The speed camera - a tool of education in the right hands - a tool of oppression in the wrong hands.Forty… fifty… sixty… seventy… Oh, darn there is a 50 kilometre per hour speed limit road sign ahead! My right foot applies pressure down on the break pedal and the next 500 meters of straight downhill is spent quietly plotting against the retarded planner who decided that that particular speed limit was justified. Further up the road one comes across another example of road engineering genius as I do my best to ignore the brightly neon back-illuminated adverts that line the dark road, obscuring the precise location of the concrete wall beside it. Experience and a little bit of luck pulls me through yet again and off I head to another ridiculously slow speed limit.

It never ceases to amaze me just how poor the planning abilities of the road planners can be, nor does it comfort me to know unboisterously that I could do a lot better. On the other hand I have to acknowledge that they have long faced the unenviable task of attempting to cater for a highly disproportionate vehicle ownership density, again thanks to opportunistic mismanagement, which has done nothing to make their task any less complicated.

This is obviously a country where money not only talks but walks, where hypocrisy exists even upon the level of standard road safety. How can a governing party not hide its face in shame when its apparent solution to deteriorating road qualities is similarly deteriorating speed limits? How can such a government land heavily upon drivers unfortunate enough to be caught 5 kilometres an hour over the speed limit upon a stretch of road insultingly graded as safe up to 50 kilometres or less an hour? How can such a government apparently ignore the risks that back-illuminated signs can pose to on-coming drivers at night, drawing their attention off of the road, and then have the cheek to lecture us about the dangers of using a mobile phone while driving? How exactly is this not hypocrisy?

Oh and just to clarify, no I have not as of yet been caught “speeding”. I am a relatively mindful driver and one of the things that I am mindful about is fuel efficiency, not one of the best bed partners of true speed. I have, however, directed the mysterious powers of my admittedly feeble ill-will towards the speed cameras, willing the fuse to blow or for the device to otherwise malfunction. Thus-far results have only proven that my ill-will is indeed feeble, but I still try.

Perhaps if I were to hear that they were being coupled with more safety-orientated rather than profit-orientated speed limits, and perhaps if they were to ‘not’ be contracted via private firms, and perhaps if I were to learn that the monies generated were actually going towards improving the roads rather than private interests, then I might redirect my feeble powers of negativity towards another worthy adversary – perhaps the rust forming on my car’s bonnet or maybe some of the more poorly-designed speed bumps, more than able to rattle one’s suspension at under half the supposed speed limit.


> Your assignment: Print out all of the records exactly; no picture belongs in the result.

> Provided records:
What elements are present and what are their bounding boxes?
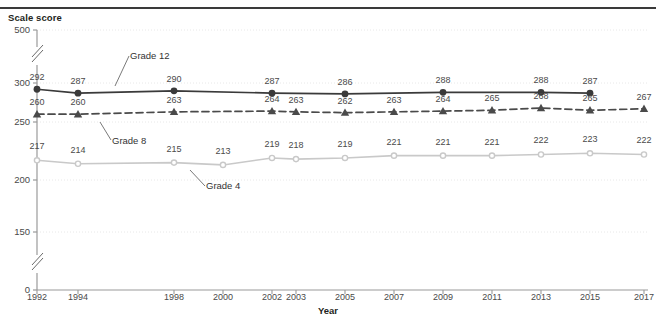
series-annotation-grade-8: Grade 8 xyxy=(112,135,146,146)
y-tick-label-500: 500 xyxy=(0,24,30,35)
data-point-marker xyxy=(440,153,445,158)
series-grade-4 xyxy=(34,151,646,168)
data-point-marker xyxy=(640,105,648,112)
data-point-marker xyxy=(269,155,274,160)
data-point-marker xyxy=(489,153,494,158)
x-tick-label-2003: 2003 xyxy=(276,292,316,302)
data-point-label: 222 xyxy=(533,135,548,145)
data-point-label: 268 xyxy=(533,91,548,101)
data-point-label: 287 xyxy=(264,76,279,86)
data-point-label: 287 xyxy=(582,76,597,86)
data-point-label: 221 xyxy=(435,137,450,147)
data-point-label: 264 xyxy=(264,94,279,104)
data-point-label: 286 xyxy=(337,77,352,87)
data-point-marker xyxy=(342,155,347,160)
y-tick-label-200: 200 xyxy=(0,174,30,185)
x-tick-label-2015: 2015 xyxy=(570,292,610,302)
x-tick-label-2013: 2013 xyxy=(521,292,561,302)
data-point-marker xyxy=(34,86,41,93)
data-point-marker xyxy=(538,152,543,157)
data-point-marker xyxy=(171,87,178,94)
x-tick-label-1994: 1994 xyxy=(58,292,98,302)
series-grade-12 xyxy=(34,86,594,97)
series-line xyxy=(37,153,644,165)
series-line xyxy=(37,108,644,114)
x-tick-label-2011: 2011 xyxy=(472,292,512,302)
x-tick-label-1992: 1992 xyxy=(17,292,57,302)
scale-score-line-chart: Scale score 2922872902872862882882872602… xyxy=(0,0,656,325)
leader-line-grade-4 xyxy=(190,170,205,186)
data-point-label: 214 xyxy=(70,145,85,155)
data-point-label: 221 xyxy=(484,137,499,147)
x-tick-label-2009: 2009 xyxy=(423,292,463,302)
data-point-label: 262 xyxy=(337,96,352,106)
data-point-marker xyxy=(75,90,82,97)
y-tick-label-150: 150 xyxy=(0,226,30,237)
data-point-marker xyxy=(220,162,225,167)
x-tick-label-1998: 1998 xyxy=(154,292,194,302)
plot-area xyxy=(0,0,656,325)
data-point-label: 218 xyxy=(288,140,303,150)
leader-line-grade-8 xyxy=(100,122,111,140)
data-point-label: 263 xyxy=(386,95,401,105)
data-point-label: 292 xyxy=(29,72,44,82)
data-point-label: 221 xyxy=(386,137,401,147)
y-tick-label-300: 300 xyxy=(0,77,30,88)
x-tick-label-2017: 2017 xyxy=(624,292,656,302)
y-axis-break-mark xyxy=(32,253,43,273)
data-point-label: 213 xyxy=(215,146,230,156)
data-point-label: 219 xyxy=(337,139,352,149)
data-point-label: 287 xyxy=(70,76,85,86)
data-point-label: 215 xyxy=(166,144,181,154)
data-point-label: 265 xyxy=(484,93,499,103)
data-point-marker xyxy=(171,160,176,165)
data-point-label: 265 xyxy=(582,93,597,103)
data-point-label: 263 xyxy=(288,95,303,105)
data-point-marker xyxy=(641,152,646,157)
data-point-marker xyxy=(293,157,298,162)
data-point-marker xyxy=(34,158,39,163)
data-point-label: 290 xyxy=(166,74,181,84)
data-point-label: 288 xyxy=(435,75,450,85)
leader-line-grade-12 xyxy=(115,56,129,86)
data-point-label: 260 xyxy=(70,97,85,107)
data-point-label: 219 xyxy=(264,139,279,149)
data-point-label: 217 xyxy=(29,141,44,151)
y-tick-label-250: 250 xyxy=(0,116,30,127)
series-annotation-grade-4: Grade 4 xyxy=(206,180,240,191)
series-grade-8 xyxy=(33,104,648,118)
data-point-label: 222 xyxy=(636,135,651,145)
data-point-marker xyxy=(587,151,592,156)
data-point-label: 264 xyxy=(435,94,450,104)
data-point-label: 263 xyxy=(166,95,181,105)
x-tick-label-2005: 2005 xyxy=(325,292,365,302)
data-point-label: 267 xyxy=(636,92,651,102)
series-annotation-grade-12: Grade 12 xyxy=(130,50,170,61)
y-axis-break-mark xyxy=(32,45,43,65)
data-point-label: 288 xyxy=(533,75,548,85)
x-tick-label-2007: 2007 xyxy=(374,292,414,302)
data-point-marker xyxy=(75,161,80,166)
data-point-marker xyxy=(391,153,396,158)
data-point-label: 260 xyxy=(29,97,44,107)
series-line xyxy=(37,89,590,94)
x-axis-title: Year xyxy=(0,305,656,316)
x-tick-label-2000: 2000 xyxy=(203,292,243,302)
data-point-label: 223 xyxy=(582,134,597,144)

> Your solution:
What elements are present and what are their bounding boxes?
series-annotation-grade-8: Grade 8 xyxy=(112,135,146,146)
y-tick-label-500: 500 xyxy=(0,24,30,35)
data-point-marker xyxy=(440,153,445,158)
series-grade-4 xyxy=(34,151,646,168)
data-point-marker xyxy=(640,105,648,112)
data-point-marker xyxy=(269,155,274,160)
data-point-marker xyxy=(489,153,494,158)
x-tick-label-2003: 2003 xyxy=(276,292,316,302)
data-point-label: 222 xyxy=(533,135,548,145)
data-point-label: 268 xyxy=(533,91,548,101)
data-point-label: 287 xyxy=(264,76,279,86)
data-point-label: 287 xyxy=(582,76,597,86)
data-point-label: 221 xyxy=(435,137,450,147)
data-point-label: 264 xyxy=(264,94,279,104)
data-point-label: 286 xyxy=(337,77,352,87)
data-point-marker xyxy=(342,155,347,160)
y-tick-label-200: 200 xyxy=(0,174,30,185)
x-tick-label-2015: 2015 xyxy=(570,292,610,302)
x-tick-label-2013: 2013 xyxy=(521,292,561,302)
data-point-marker xyxy=(34,86,41,93)
data-point-marker xyxy=(538,152,543,157)
data-point-marker xyxy=(171,87,178,94)
x-tick-label-1994: 1994 xyxy=(58,292,98,302)
series-grade-12 xyxy=(34,86,594,97)
series-line xyxy=(37,153,644,165)
series-line xyxy=(37,108,644,114)
x-tick-label-2011: 2011 xyxy=(472,292,512,302)
x-tick-label-1992: 1992 xyxy=(17,292,57,302)
scale-score-line-chart: Scale score 2922872902872862882882872602… xyxy=(0,0,656,325)
leader-line-grade-4 xyxy=(190,170,205,186)
data-point-label: 214 xyxy=(70,145,85,155)
data-point-label: 221 xyxy=(484,137,499,147)
x-tick-label-2009: 2009 xyxy=(423,292,463,302)
data-point-label: 262 xyxy=(337,96,352,106)
data-point-marker xyxy=(75,90,82,97)
y-tick-label-150: 150 xyxy=(0,226,30,237)
data-point-marker xyxy=(220,162,225,167)
x-tick-label-1998: 1998 xyxy=(154,292,194,302)
plot-area xyxy=(0,0,656,325)
data-point-label: 218 xyxy=(288,140,303,150)
leader-line-grade-8 xyxy=(100,122,111,140)
data-point-label: 263 xyxy=(386,95,401,105)
data-point-label: 292 xyxy=(29,72,44,82)
data-point-label: 221 xyxy=(386,137,401,147)
y-tick-label-300: 300 xyxy=(0,77,30,88)
x-tick-label-2017: 2017 xyxy=(624,292,656,302)
y-axis-break-mark xyxy=(32,253,43,273)
data-point-label: 213 xyxy=(215,146,230,156)
data-point-label: 219 xyxy=(337,139,352,149)
data-point-label: 287 xyxy=(70,76,85,86)
data-point-label: 215 xyxy=(166,144,181,154)
data-point-label: 265 xyxy=(484,93,499,103)
data-point-marker xyxy=(171,160,176,165)
data-point-label: 265 xyxy=(582,93,597,103)
data-point-label: 263 xyxy=(288,95,303,105)
data-point-marker xyxy=(641,152,646,157)
data-point-marker xyxy=(293,157,298,162)
data-point-marker xyxy=(34,158,39,163)
data-point-label: 290 xyxy=(166,74,181,84)
data-point-label: 288 xyxy=(435,75,450,85)
leader-line-grade-12 xyxy=(115,56,129,86)
data-point-label: 260 xyxy=(70,97,85,107)
data-point-label: 219 xyxy=(264,139,279,149)
data-point-label: 217 xyxy=(29,141,44,151)
y-tick-label-250: 250 xyxy=(0,116,30,127)
series-annotation-grade-4: Grade 4 xyxy=(206,180,240,191)
series-grade-8 xyxy=(33,104,648,118)
data-point-label: 222 xyxy=(636,135,651,145)
data-point-marker xyxy=(587,151,592,156)
data-point-label: 264 xyxy=(435,94,450,104)
data-point-label: 263 xyxy=(166,95,181,105)
x-tick-label-2005: 2005 xyxy=(325,292,365,302)
data-point-label: 267 xyxy=(636,92,651,102)
series-annotation-grade-12: Grade 12 xyxy=(130,50,170,61)
y-axis-break-mark xyxy=(32,45,43,65)
data-point-label: 288 xyxy=(533,75,548,85)
x-tick-label-2007: 2007 xyxy=(374,292,414,302)
data-point-marker xyxy=(75,161,80,166)
data-point-marker xyxy=(391,153,396,158)
data-point-label: 260 xyxy=(29,97,44,107)
series-line xyxy=(37,89,590,94)
x-axis-title: Year xyxy=(0,305,656,316)
x-tick-label-2000: 2000 xyxy=(203,292,243,302)
data-point-label: 223 xyxy=(582,134,597,144)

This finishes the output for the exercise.